Of course I was aware that torture has always been a part of the human condition.  Public displays of abuse and execution have consistently been used in the past to deter others from committing similar crimes.  I knew that persecution and sacrifice were practiced in many religions throughout the history of mankind.  But it was through a careful inventory of exactly what we’d done to each other in the past that I was able to revise my outlook for the future.
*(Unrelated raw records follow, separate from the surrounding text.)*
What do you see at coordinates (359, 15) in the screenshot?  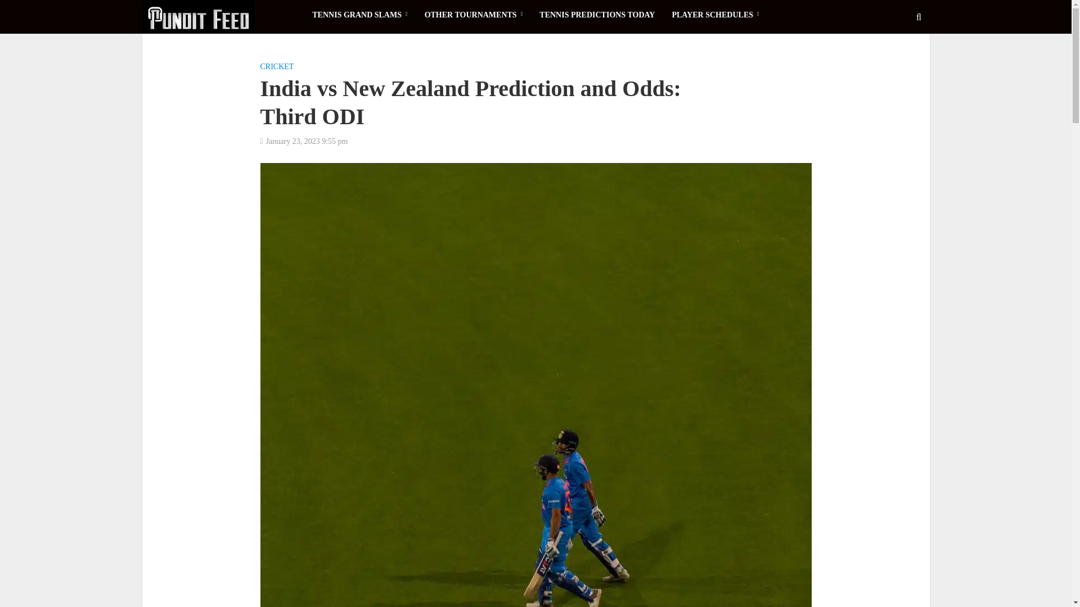 I see `TENNIS GRAND SLAMS` at bounding box center [359, 15].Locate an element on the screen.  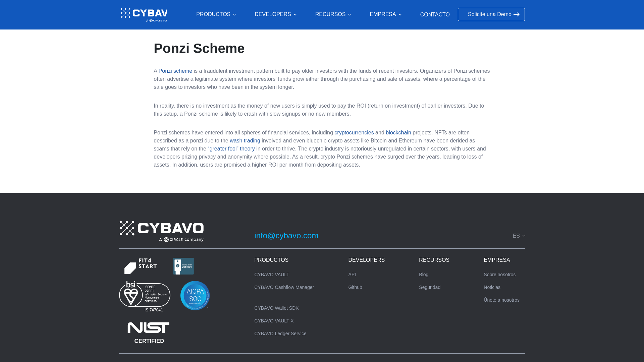
Facebook is located at coordinates (464, 236).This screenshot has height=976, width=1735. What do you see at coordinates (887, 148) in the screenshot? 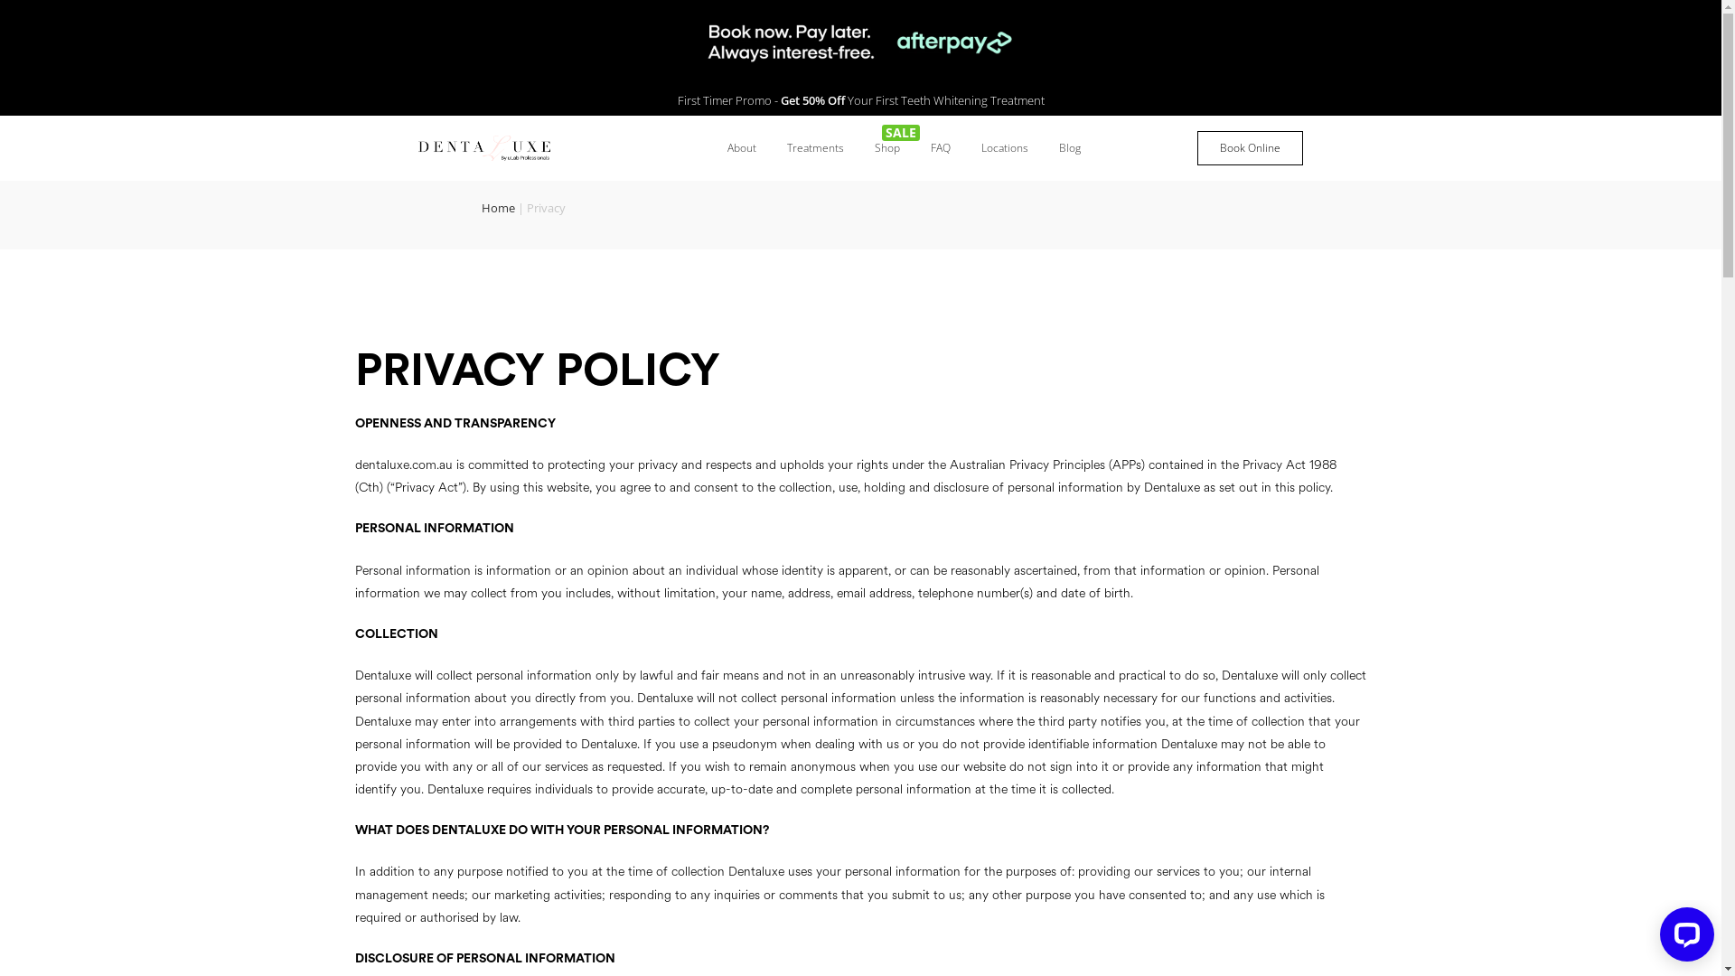
I see `Shop
SALE` at bounding box center [887, 148].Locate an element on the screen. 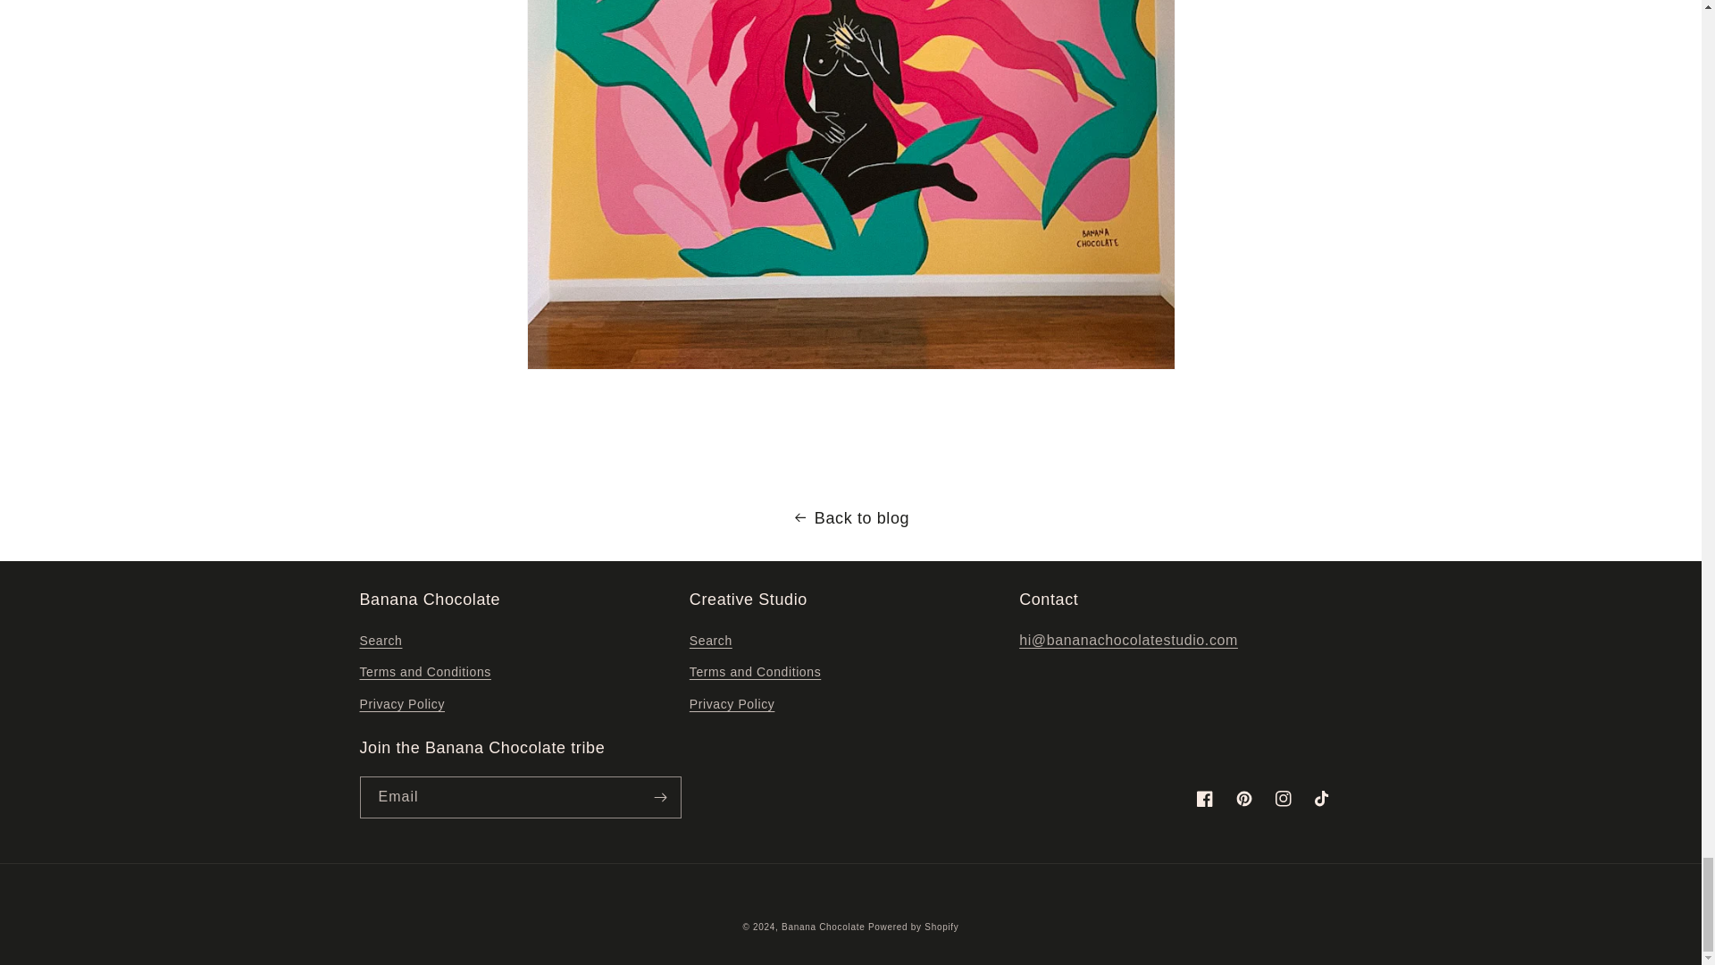 Image resolution: width=1715 pixels, height=965 pixels. Privacy Policy is located at coordinates (732, 704).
We are all familiar with the gladiatorial contests of Ancient Rome.  Originally the “games” consisted of two robust warriors who would enter an arena, clad in armor and wielding weapons. Men with names like Spartacus, Priscus and Thrimpus. They would try their damnedest to kill each other for the entertainment of the Emperor and thousands of loyal subjects. Those contests were immensely popular.  But with time the public appetite for blood and gore increased and the sport evolved.  By the end of the Roman Empire the gladiatorial games had devolved into a full-out slaughter.  Starving prisoners were forced into the arena with hungry, savage animals.  The audience watched and cheered as the prisoners were torn to pieces and devoured—all in the name of entertainment.

Caligula liked to hang his victims upside down and slowly saw them in half, starting at the groin.  He found that by hanging them upside down the brain received plenty of blood and was thus able to stay conscious until the saw finally reached a main artery in the abdomen.

During The Middle Ages, Christian leaders used torture to force people to convert.  Those who resisted becoming a good Christian were burned at the stake or drowned or suffocated.

Catholic priests of the Spanish Inquisition favored using pulleys or the rack to literally tear their victims apart.  Heretics were nearly always tortured.

Vlad the Impaler was know for burning, skinning, roasting and boiling his victims then force feeding them to their relatives.  But his torture of choice, his trademark, was impaling his enemies on a sharp, pointed stake.  He would order the victim’s legs to be spread wide and then insert the stake into the rectum and slowly, slowly push it up through the body.  This agonizing form of torture was performed publicly and it could takes hours, even days, before the subject finally expired from blood loss or a punctured heart.

The Bolsheviks are said to have gouged out the eyes and cut off the noses of their enemies.

Stalin, Hitler, Mao.

Idi Amin killed more than 300,000 people in eight years.  He had his second wife murdered by dismemberment then ordered her body parts sewn back together so he could show her off to their children.

Necklacing was popular in South Africa during the anti-apartheid movement of the  1980s and 1990s.  A tire filled with gasoline was forced over the victim’s arms and chest and then set on fire.
The list goes on and on.  The barbaric crimes that we’re seeing in Mexico are nothing new.  In the course of my research I have been reminded that blood lust and cruelty are an ever-present component in the history of mankind.  We have been brutally slaughtering each other right from day one.  Nothing new.  But what I realize is that for every ounce of darkness there is an equal or greater part that is light.  We make art, and music and write great literature.  And I hate to sound like a sap but there is kindness and love.  There is always love.  Sometimes the balance shifts but we endure.  I am still deeply troubled by what is happening in Mexico but it is oddly comforting to see that this kind of present-day brutality has happened over and over again throughout history.  I believe that, with time, the other part of human nature, the good part, will prevail.  We’ve been here before; it’s going to be okay.  And now I’m going to sit down and try to finish Violeta’s story.